Where does Ubuntu look for shared libraries?
This whole path business is related to something called multi-arch. Basically it's to allow you to have 32bit and 64bit libraries on the same system.
After you copied the file, did you happen to run ldconfig?
ldconfig creates, updates, and removes the necessary links and cache
(for use by the run-time linker, ld.so) to the most recent shared
libraries found in the directories specified on the command line, in
the file /etc/ld.so.conf, and in the trusted directories (/usr/lib and
/lib). ldconfig checks the header and file names of the libraries it
encounters when determining which versions should have their links
updated. ldconfig ignores symbolic links when scanning for libraries.
The information contained in the above question AND first (and only ATT) answer, helped me resolve *a similar * issue of mine on WSL Ubuntu (on Win10 64)!
In my case the executable couldn't find a library.

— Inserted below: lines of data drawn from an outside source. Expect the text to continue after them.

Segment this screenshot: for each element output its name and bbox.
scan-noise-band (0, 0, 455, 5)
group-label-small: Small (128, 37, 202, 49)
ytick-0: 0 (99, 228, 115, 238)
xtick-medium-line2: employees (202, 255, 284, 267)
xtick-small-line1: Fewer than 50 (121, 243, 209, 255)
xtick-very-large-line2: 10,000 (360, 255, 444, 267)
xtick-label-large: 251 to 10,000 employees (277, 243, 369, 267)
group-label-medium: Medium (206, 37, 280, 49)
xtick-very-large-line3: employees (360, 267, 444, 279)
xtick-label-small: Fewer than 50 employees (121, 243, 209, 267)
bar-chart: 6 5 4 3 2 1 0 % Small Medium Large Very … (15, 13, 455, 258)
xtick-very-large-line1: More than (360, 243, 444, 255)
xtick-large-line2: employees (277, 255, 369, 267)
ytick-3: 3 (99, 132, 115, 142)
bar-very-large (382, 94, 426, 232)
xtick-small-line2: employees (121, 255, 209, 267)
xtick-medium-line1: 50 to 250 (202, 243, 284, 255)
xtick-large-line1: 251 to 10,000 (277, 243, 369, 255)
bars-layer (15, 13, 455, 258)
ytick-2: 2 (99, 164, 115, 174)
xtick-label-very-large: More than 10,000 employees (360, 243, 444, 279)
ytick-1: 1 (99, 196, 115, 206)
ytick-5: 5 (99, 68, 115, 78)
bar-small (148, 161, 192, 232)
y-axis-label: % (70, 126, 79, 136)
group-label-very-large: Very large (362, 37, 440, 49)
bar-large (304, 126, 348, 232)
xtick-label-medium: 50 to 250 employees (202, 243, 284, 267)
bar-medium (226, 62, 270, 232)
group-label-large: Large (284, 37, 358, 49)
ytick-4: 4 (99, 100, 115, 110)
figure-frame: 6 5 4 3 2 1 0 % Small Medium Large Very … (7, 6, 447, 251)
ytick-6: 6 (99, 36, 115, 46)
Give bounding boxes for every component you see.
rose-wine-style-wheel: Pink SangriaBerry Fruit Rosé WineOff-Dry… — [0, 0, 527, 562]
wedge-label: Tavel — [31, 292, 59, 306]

I ultimately noticed that the newly-made library got positioned in /usr/lib64
, but the multi-arch lines of /etc/ld.so.conf.d/x86_64-linux-gnu.conf
did not include that directory.
So I ran
sudo ldconfig /usr/lib64
and that finally fixed it. (running it alone without the directory parameter did not make it 'magically' find the libraries BTW.) It's unclear whether 'restarting' my WSL bash helped... I think that wasn't even needed.